Knowing a child is knowing the future. Hearing their curiosity about the way things work is not something relegated to the lower grades revolving around how plants grow or planes fly. Curiosity lives among the older students as well. In my Government class, students ask why a member of Congress has so much power or how a particular President can get away with a certain behavior. They want to know where in the Constitution the rights of individuals and individual states are addressed. Just as the child holding the worm in the middle of a patch of strawberries might examine its life and purpose, my students wonder at the life and purpose of a nation and its constitution.

Living without seeing them, teaching via a PowerPoint or video and its dearth of interactions feels like a series of deaths to my great big hope. Compounded daily, the fulfillment of teaching loses its substance. What is learning without inquisitiveness? What is growth when you can’t see the kernel and the soil where the question began?
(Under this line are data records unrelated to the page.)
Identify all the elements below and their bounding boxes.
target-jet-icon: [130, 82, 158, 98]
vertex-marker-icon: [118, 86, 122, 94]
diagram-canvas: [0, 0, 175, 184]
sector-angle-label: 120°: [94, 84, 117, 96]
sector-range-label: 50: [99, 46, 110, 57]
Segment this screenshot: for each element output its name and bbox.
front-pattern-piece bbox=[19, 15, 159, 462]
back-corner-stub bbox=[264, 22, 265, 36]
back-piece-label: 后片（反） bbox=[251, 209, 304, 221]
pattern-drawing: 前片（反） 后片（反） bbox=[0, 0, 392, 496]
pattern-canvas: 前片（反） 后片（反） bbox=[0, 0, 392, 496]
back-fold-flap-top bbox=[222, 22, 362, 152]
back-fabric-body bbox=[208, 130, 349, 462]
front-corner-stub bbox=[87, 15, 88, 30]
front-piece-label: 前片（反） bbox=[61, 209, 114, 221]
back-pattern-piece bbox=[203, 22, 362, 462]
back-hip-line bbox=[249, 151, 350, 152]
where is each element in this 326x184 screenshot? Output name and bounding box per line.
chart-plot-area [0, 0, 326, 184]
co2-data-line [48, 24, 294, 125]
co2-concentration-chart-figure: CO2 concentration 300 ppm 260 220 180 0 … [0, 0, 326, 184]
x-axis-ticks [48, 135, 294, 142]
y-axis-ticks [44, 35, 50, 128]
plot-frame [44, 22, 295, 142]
Do questions even exist in the atmosphere of the internet, a global forum lacking organic matter, heart-filled wonder, brain-driven instruction, and peer-to-peer dialogue about a subject?
This morning, I rode with my son to music rehearsal for church tomorrow where he will be playing with a group of his peers. My heart burst at the thought of seeing students and I realized what was missing: hope.

These students are our hope for the future. When I hear the questions they ask in class, I want to shout from the rooftops: Listen to this, Great World! Listen to these thinkers! They ponder! They ask! They consider! They deliberate! They care…and they’re kind!
Every day when I hear them grapple with the answers, I see hope. Every day when I hear them exchange healthy dialogue about contentious ideas, I hear hope. And when I forget, their feedback reminds me: My favorite days are when we debate and discuss and disagree about difficult ideas. My students remind me: There is hope. They are hope. I have hope.

To the adage “To teach a child is to touch the future,” I would add: To teach a child is to know hope for the future.
To the Class of 2020, thank you for one more lesson, for teaching me and giving me reason to hope. Good luck. You are amazing. You’ve got this.